Flint winced before Jo could elbow him. A lot of people resisted change, including him. But he was learning. Of course, if Jo won the lawsuit, she could own all this. No wonder she was excited. It was kind of convenient knowing just where he stood in her eyes. Experience sure wiped the romance out of him.

"Everybody seems to like the change real fine," Jo admonished. "Dave even brought his wife over to buy some of the plates. I didn't know she collected them."

"That's because Dave is a snob but Jane is down-to-earth," Amy concluded, pulling a muffin in half and handing the pieces to the kids.

With the children settled, Amy came around to inspect the stove Flint had spent the day ripping out cabinets to install. "I could bake three batches of muffins at a time in this." She sighed with admiration and smoothed the top with her fingers, just as Jo had.

Outnumbered by women and children, Flint started feeling a little uncomfortable. He wondered if he ought to just bow out and let them chat while he returned to his office and the bills he hadn't yet paid. But Jo was wearing some mouthwatering scent that urged him to lick her all over, and he couldn't quite tear away.

She knew damned well that she fueled his flames, but she didn't seem to acknowledge the term
personal space
. She leaned against the counter beside him, her elbow poking him every so often to make a point.

He liked her proximity too well. He liked the way she included him in her family. He liked the way she thought. And he sure enough loved the way she kissed.

Flint worked his sore hand and contemplated kicking something just to show them he wasn't the teddy bear they apparently thought he was.

He didn't need a counselor to tell him that he was trying to hide from the heart-racing, gut-churning uncertainty that women called feelings.

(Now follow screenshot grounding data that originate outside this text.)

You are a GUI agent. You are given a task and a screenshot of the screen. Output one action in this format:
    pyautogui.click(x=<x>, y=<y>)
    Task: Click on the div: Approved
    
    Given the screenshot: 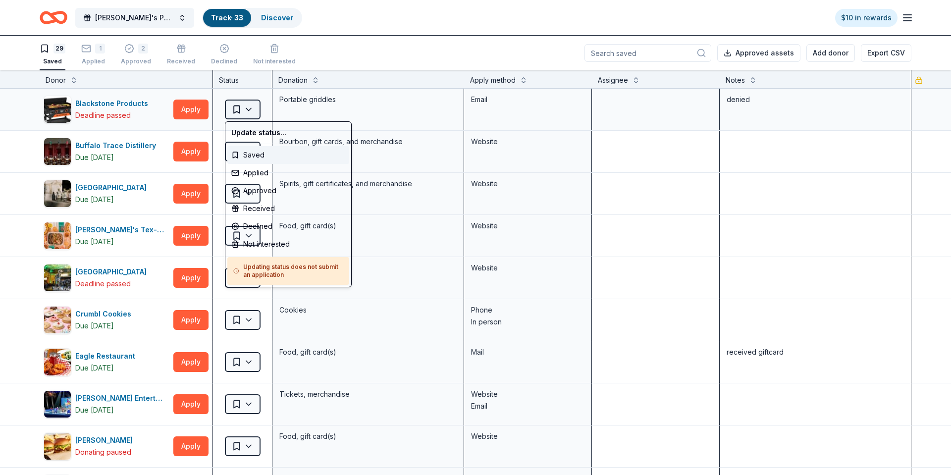 What is the action you would take?
    pyautogui.click(x=288, y=191)
    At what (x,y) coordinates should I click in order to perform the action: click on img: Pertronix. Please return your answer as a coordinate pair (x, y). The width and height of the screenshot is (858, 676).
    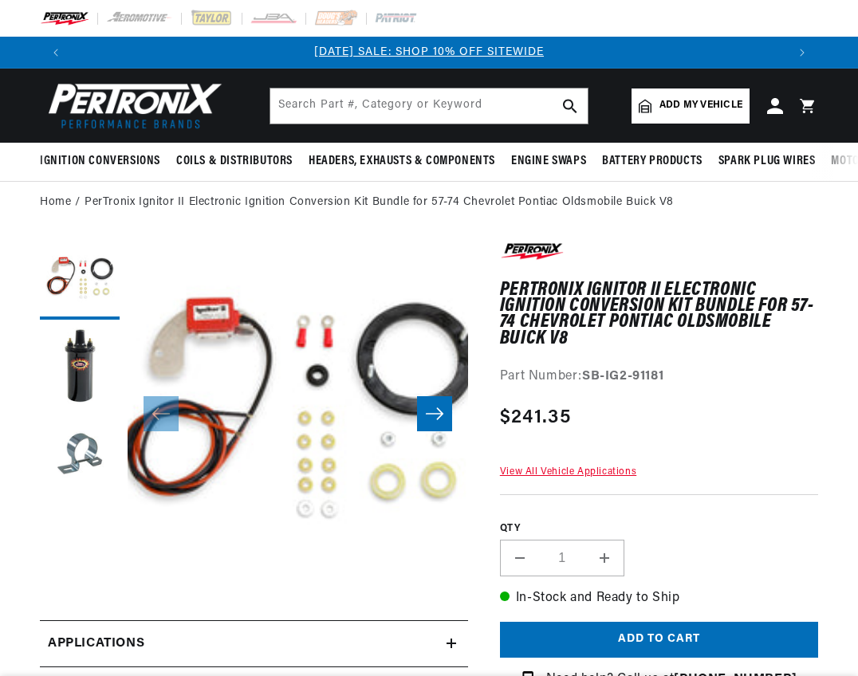
    Looking at the image, I should click on (132, 105).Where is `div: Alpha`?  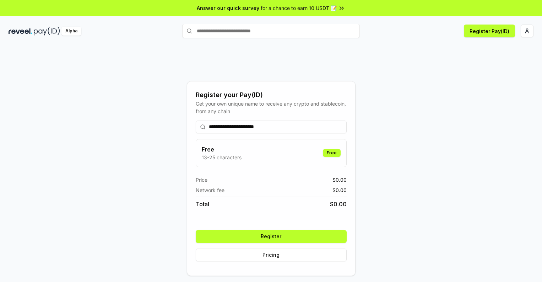 div: Alpha is located at coordinates (71, 31).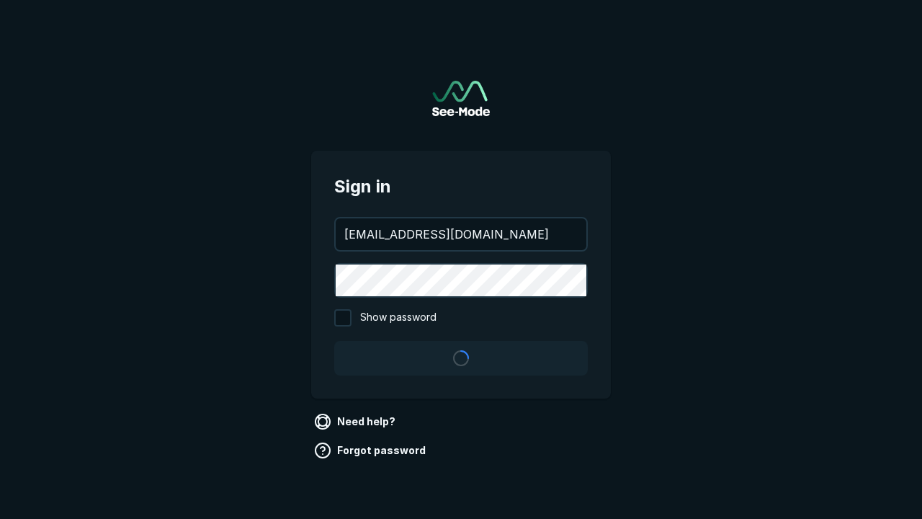 The image size is (922, 519). I want to click on a: Forgot password, so click(371, 450).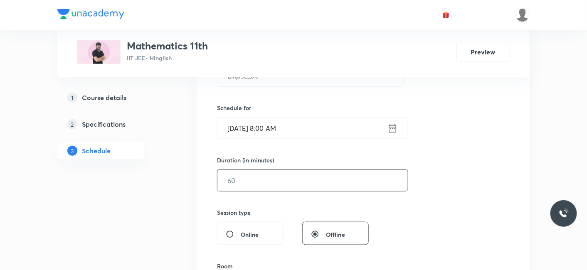  Describe the element at coordinates (234, 213) in the screenshot. I see `h6: Session type` at that location. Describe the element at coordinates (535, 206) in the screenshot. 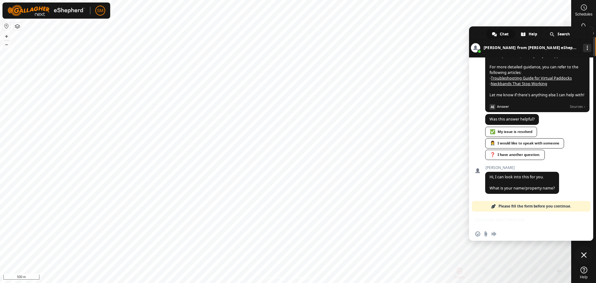

I see `span: Please fill the form before you continue.` at that location.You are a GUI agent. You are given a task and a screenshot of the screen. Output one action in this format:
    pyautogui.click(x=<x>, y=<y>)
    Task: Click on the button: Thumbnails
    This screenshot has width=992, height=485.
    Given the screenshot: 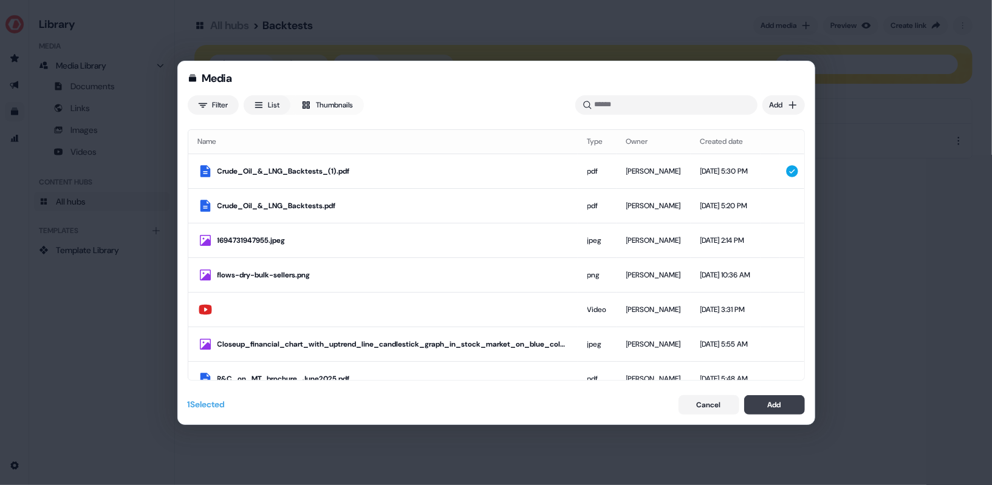 What is the action you would take?
    pyautogui.click(x=327, y=105)
    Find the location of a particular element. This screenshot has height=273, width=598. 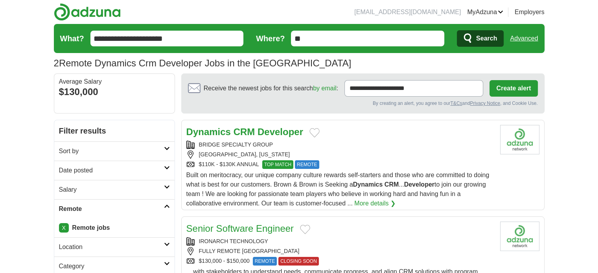

a: Location is located at coordinates (114, 247).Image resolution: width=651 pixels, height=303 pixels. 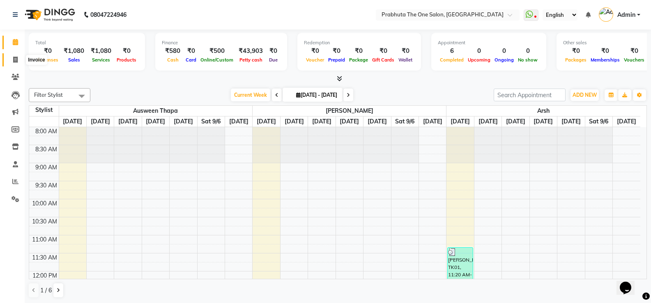 What do you see at coordinates (452, 60) in the screenshot?
I see `span: Completed` at bounding box center [452, 60].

"If we stay open in the evenings, maybe you could bring the kids in and mix up muffins for mornings," Jo suggested. "It might get crowded behind the counter, but maybe Flint could move it again." Her eyes danced with laughter as she slanted them his way.

The look clamped around his heart, and Flint had only to see the excitement in Amy's expression to know it was a done deal. Hurricane Joella had struck again.

"Would you let me bake cupcakes?" Amy asked shyly. "I mean, if you're going to have dinner customers and all, they might like dessert."

"The ones with the fudge goo inside!" Jo demanded, looking up to Flint for agreement. "You have to taste them to believe them."

"They have to make money," he reminded her. "I'm not a charity."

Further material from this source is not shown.